I feel very passionately about the way Disney (and others) ruined the end of the Little Mermaid, so I have to admit to snorting that you brought it up in this context. Of course, while the Little Mermaid lost the man, Anderson did manage a bit of a redemptive ending, since she managed to attain Heaven through her sacrifice and selflessness. Original audiences would have found it tragic but satisfying; it's only in the last fifty years that getting the man is seen to be more redemptive than saving your soul... personally, I would have kept my pagan self safe in the water, but what sort of story would that make?!
...02 Mar 10 at 17:25
Cheers for the feedback all.
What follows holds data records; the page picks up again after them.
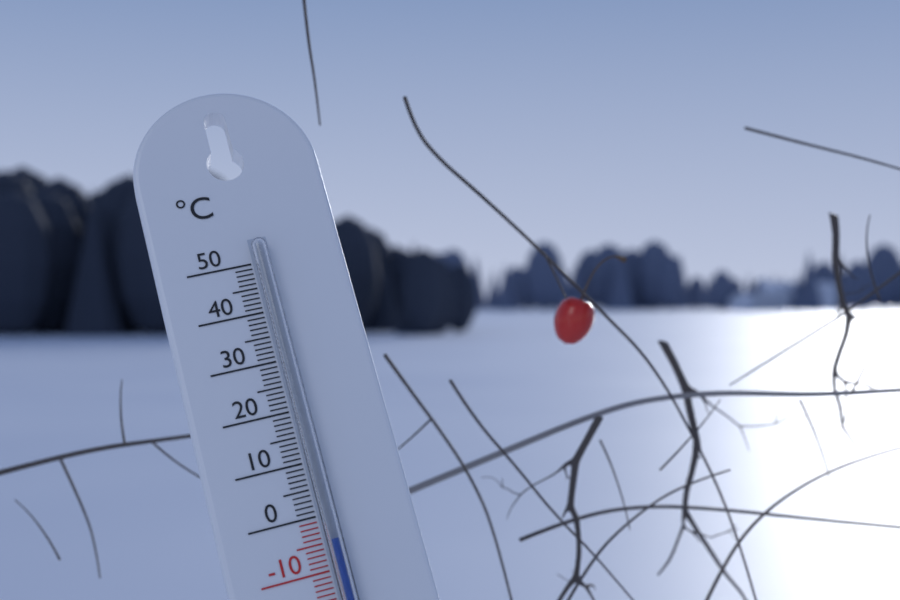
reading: -5 °C
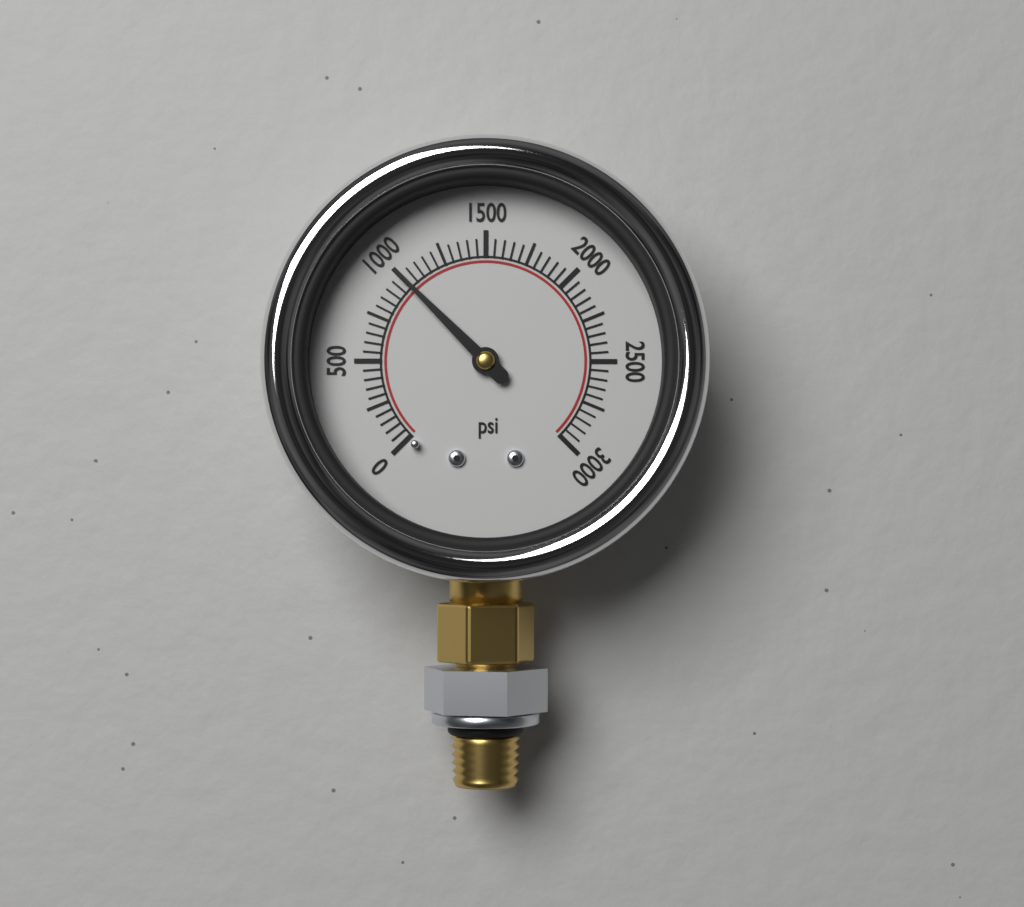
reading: 1000 psi
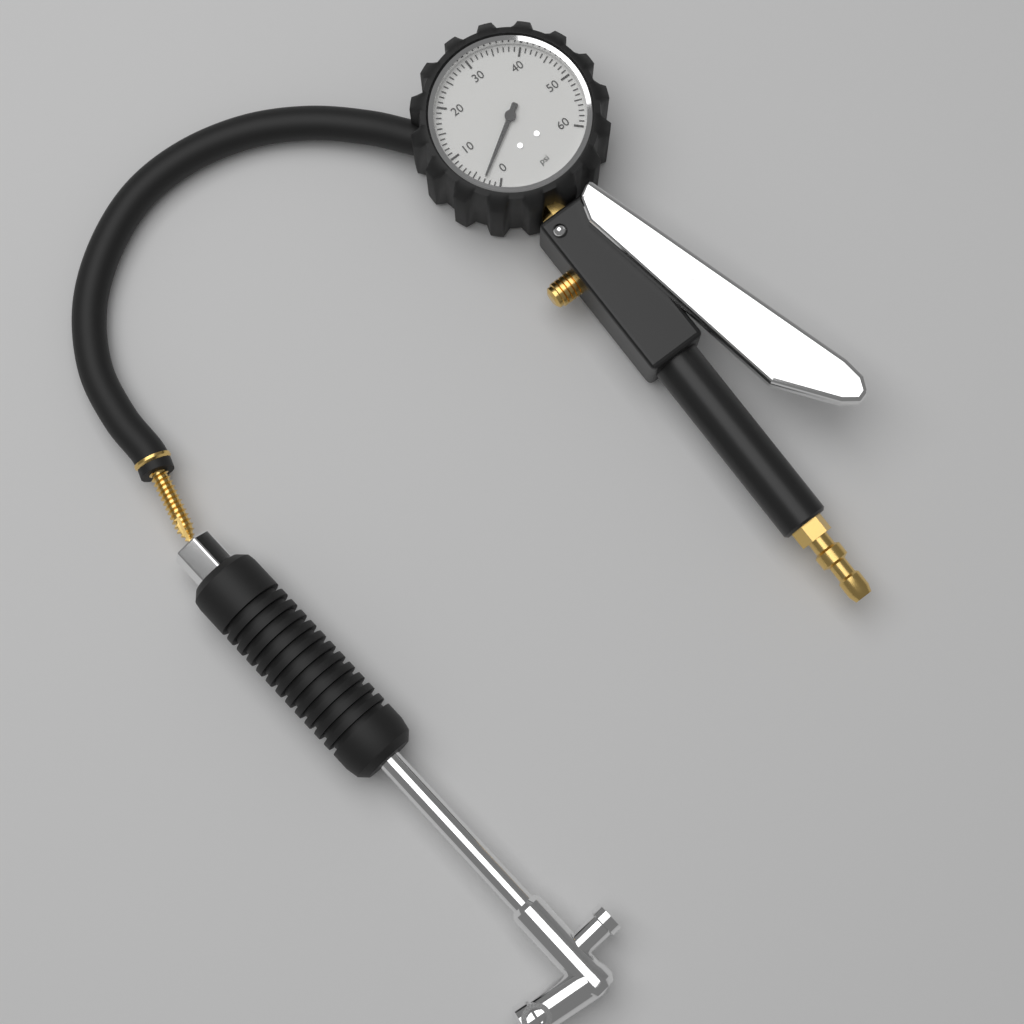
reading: 3 psi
Jacinda and Chris - you're right about redemptive endings being about a level of degree and preference. I wasn't bothered by the ending of The Road (the book) because to me this felt like it was just redemptive enough without overstepping the mark to appear tokenistic. I think this was mainly because one thing that struck me while reading was the transience of luck/happiness. Just because the boy was okay for now didn't mean that he'd be so forever.
...02 Mar 10 at 20:57
Interesting post. Stories have to end with a bang - the money shot, as it were. However writers want to do it, whether it's catharsis or a door left ajar, there has to be a fullstop at the end of a sentence. I loved the book version of The Road; was less fond of the film version. But I do know a number of people who crumbled into tears when they saw that ever so brief shot of the dog in the final scene. For me, despite the Hollywood device, it was the only moment in the movie when I fell to bits. And from observing others in the audience I wasn't the only one. And if this isn't a film in which it's okay to fall apart, I don't know what is.